His glance flickered to where the wooden structures stood like forlorn abandoned structures, except that guards patrolled their base.

“You saw…all of it?” he asked.

She nodded and he winced. “Now I begin to understand your reactions this afternoon. That, then tending the wound, so closely together. I asked too much of you. Women of this century are raised to it.”

He thought she couldn’t handle the bloodiness of his work. The reality of what he was. They were back to that again. He couldn’t know she had been sick because of the baby. Now was not the time to tell him.

Taylor hurried to correct his impression. “Yes, you’re ruthless,” she said quickly. “I think that’s why you think of yourself as still a savage. Leaders
are
ruthless. It comes with the job. But Veris would know the difference and I think that’s what he saw in you.”

Brody drew in a sharp breath. She had surprised him.

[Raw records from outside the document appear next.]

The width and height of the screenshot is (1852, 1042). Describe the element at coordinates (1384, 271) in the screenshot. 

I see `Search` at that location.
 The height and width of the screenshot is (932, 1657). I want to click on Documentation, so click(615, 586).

“He saw you as a leader,” she added, “A successful man who came from the worst of beginnings. A man who hasn’t lost his soul along the way. The bard is still in you. Veris would have seen that and for Veris, that would make you almost irresistible. I know it does for me.”

Brody hung his head for moment. He shook it then lifted his chin to look her in the eye. “You’re astonishing. I insult you and head off to seduce another man and when I come back, you do nothing but praise me and put me on a pedestal.”

“You deserve it.”

He shook his head again. “Now I’m starting to feel like you’re the one stealing the oxygen, Maggie Taylor Yates.”

There was a clearing of a throat and they both looked around. The page boy stood at the entrance to the tent, his back to them, holding something.

Brody called, “Come!” in French.

The boy entered, carefully carrying the metal plate. It held food.

“Your supper,” Brody explained. He switched to English. “There is very tight rationing. I asked them to give you my portion, too.”

She smiled at him. “I remember that from the history books. Thank you.” She took the plate and smiled at the boy and thanked him in French. It was easier to speak in French than English, which took conscious effort to use. But using it with Brody made their conversations perfectly secure.

“Use my chair,” Brody told her and pulled over a small folding table. “And my knife. It’s clean now.”

“Clean by our standards or crusades standards?”

“Ours.” He held it out. “Boiling water for twenty minutes. They think I’m crazy.”

She ate, suddenly ravenous. Food would be a problem here if she was pregnant and it was rationed. She would have to be careful about hoarding handfuls to ward off sickness if it struck.

“Tell me about you and Veris. How it was really meant to go,” she asked as she ate. “We need to plan how to get things back the way they should be.”

“You know this story,” Brody said.

“The broad strokes, sure. You’ve never given me the full-on tiny details. Neither has Veris.”

“Really? I’m surprised.” Brody pulled the chest over closer to the table.